True i know need to have twenty characters sorry but it is true
Answer:
where is the table? (┬┬﹏┬┬)
Explanation:
I don't see it.
Only 50 years after the defeat of the British at Yorktown, most Americans had already forgotten the extensive role black people had played on both sides during the War for Independence. At the 1876 Centennial Celebration of the Revolution in Philadelphia, not a single speaker acknowledged the contributions of African Americans in establishing the nation. Yet by 1783, thousands of black Americans had become involved in the war. Many were active participants, some won their freedom and others were victims, but throughout the struggle blacks refused to be mere bystanders and gave their loyalty to the side that seemed to offer the best prospect for freedom.
<u>The abolition movement:</u>
- Slavery was seen by the abolitionists as a monstrosity and an abnormality on the United States, rendering it their mission to abolish slave ownership.
- They submitted letters to Congress, stood for political office and overwhelmed the people of the South with publications against slavery.
- The antagonism and resentment sparked by the revolution, along with other variables, led to the Civil War and eventually to the end of American slavery.
<u>The second great awakening:</u>
- In US, at the early time of 19th century, a Protestants spiritual movement expanded Christianity via revivals and intense preaching brought popularity as the "second great awakening".
- Such campaign prompted a series of transformation measures that drew hundreds of converts into new Protestant denominations, which ultimately resulted into a period of antebellum social change and an institutional focus on redemption.
- Over the time their American people grew rapidly, characterizing its territorial expansion by the great leap westward and brought relief as a result of socio-political shifts in America, in the face of instability.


**Your assignment:** Drop the pictures and repeat the remaining data exactly.

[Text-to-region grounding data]
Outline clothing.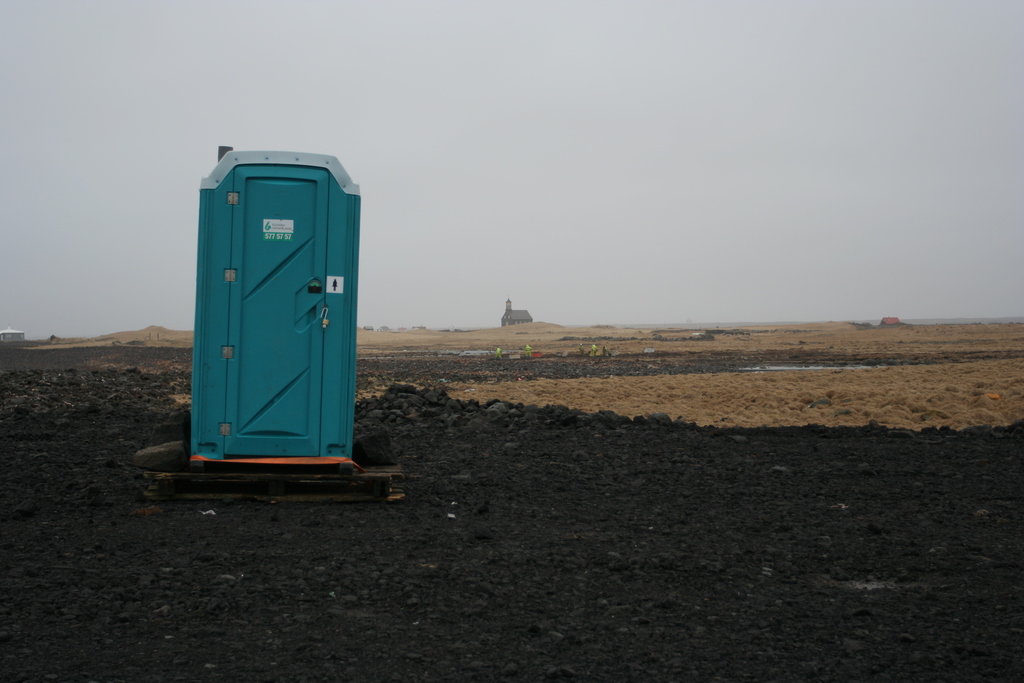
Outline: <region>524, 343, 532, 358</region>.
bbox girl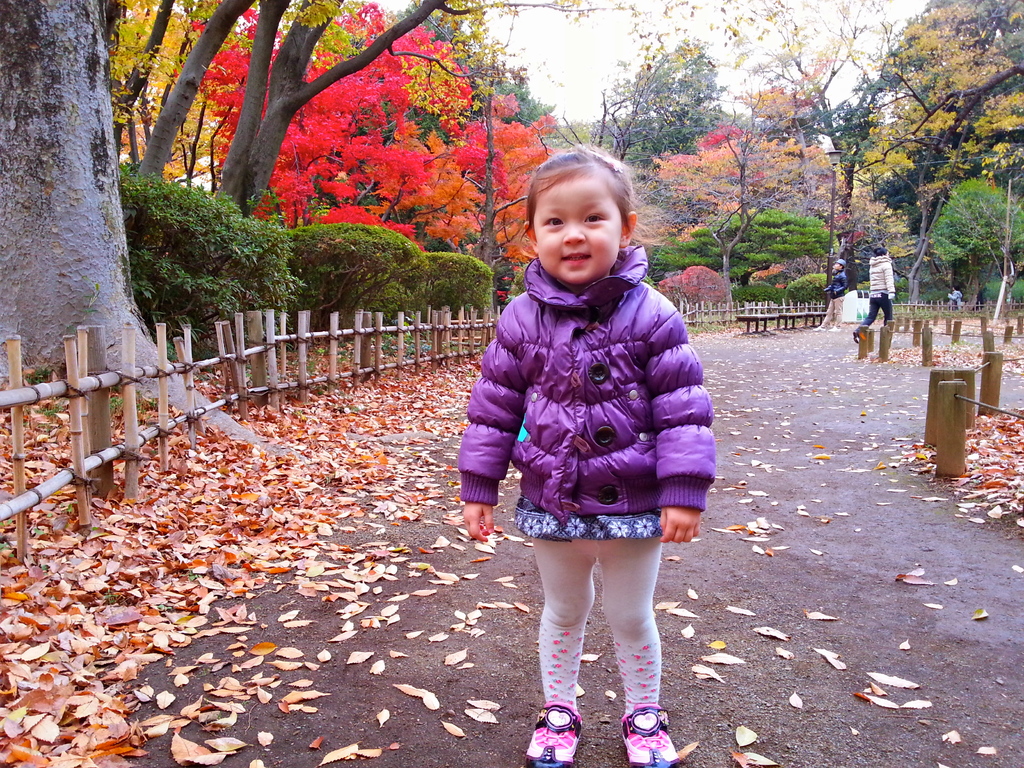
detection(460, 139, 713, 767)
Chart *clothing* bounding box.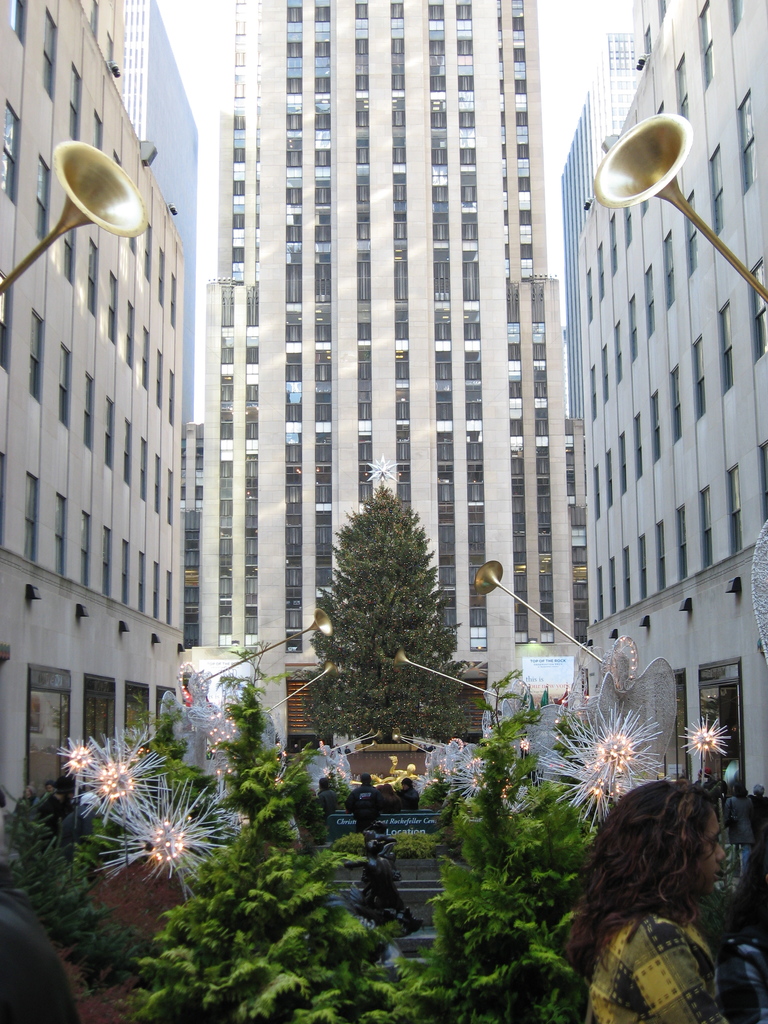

**Answer to this problem:**
Outline clothing.
Outline: <region>524, 343, 532, 358</region>.
bbox girl
detection(460, 139, 713, 767)
Chart *clothing* bounding box.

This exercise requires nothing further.